+ + +
+ In CBS News, JFI's Stephen Nuñez discusses the Child Tax Credit and its "huge impact on child poverty in the United States." Link.
+ JFI Senior Fellow Claudia Sahm comments on the Covid-19 relief package in Mother Jones and Yahoo Finance. Link, and link.
+ "In the case of Amazon, which instituted a $15 minimum wage in October 2018, our estimates imply that a 10% increase in Amazon's advertised hourly wages led to an average increase of 2.6% among other employers in the same commuting zone." Ellora Derenoncourt, Clemens Noelke, and David Weil on the spillover effects from voluntary employer wage increases. Link.
+ A new study finds that the Amazon rainforest is transforming from a carbon sink into a carbon source. Link.
+ In the FT, Daniela Gabor and Crystal Simeoni examine proposals to expand the IMF's special drawing rights system to the African bond market. Link.
+ "We find that while automatic government spending is, as expected, countercyclical in industrial countries, it is, surprisingly, procyclical in the developing world." By Luciana Galeano, Alejandro Izquierdo, Jorge Puig, Carlos Vegh, and Guillermo Vuletin. Link.
+ "Relative to the positive welfare effects of a trade-cost reduction in standard models, our model implies a sizeable welfare cost associated with the increased land-usage of ports." César Ducruet, Réka Juhász, Dávid Krisztián Nagy, and Claudia Steinwender on port development. Link.
+ Katrine Jakobsen, Kristian Jakobsen, Henrik Kleven, and Gabriel Zucman on wealth accumulation after the 1989 reform and subsequent abolition of Denmark's wealth tax. Link.
+ On the effects of Fox News viewership during Covid-19. By Elliott Ash, Sergio Galletta, Dominik Hangartner,Yotam Margalit, and Matteo Pinna. Link.
+ Pablo Gabriel Bortz charts the trajectory of Keynes' theories of the business cycle. Link.
+ "During the final years of the minority of King Henry III, the wardrobe emerged as the king’s personal administrative office. Accompanying the king on his perambulations across England and France, the wardrobe was chiefly responsible for collecting and disbursing revenue for his daily needs. The wardrobe thereby superseded the chamber, to which government records make little further reference until the late fourteenth century. The activities of the wardrobe during the reign of Henry III are recorded in a sequence of 15 accounts. The wardrobe’s financial strength was the result of a new, and deliberate, approach to acquiring revenue beyond the treasury that targeted sources of income that could generate cash quickly. During Henry’s final years, this included greater reliance on credit." By Benjamin Wild. Link.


# What the task requires
Copy out each entry below verbatim, skipping the images.

*** Information

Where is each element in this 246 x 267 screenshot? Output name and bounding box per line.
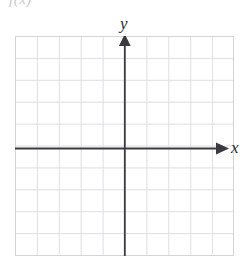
figure-canvas: f(x) (0, 0, 246, 267)
x-axis-label: x (231, 138, 239, 158)
coordinate-grid (15, 36, 234, 256)
partial-caption-text: f(x) (9, 0, 32, 8)
coordinate-grid-svg (15, 36, 234, 256)
y-axis-label: y (120, 14, 128, 34)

******

# Solution to this task
Where is each element in this 246 x 267 screenshot? Output name and bounding box per line.
figure-canvas: f(x) (0, 0, 246, 267)
x-axis-label: x (231, 138, 239, 158)
coordinate-grid (15, 36, 234, 256)
partial-caption-text: f(x) (9, 0, 32, 8)
coordinate-grid-svg (15, 36, 234, 256)
y-axis-label: y (120, 14, 128, 34)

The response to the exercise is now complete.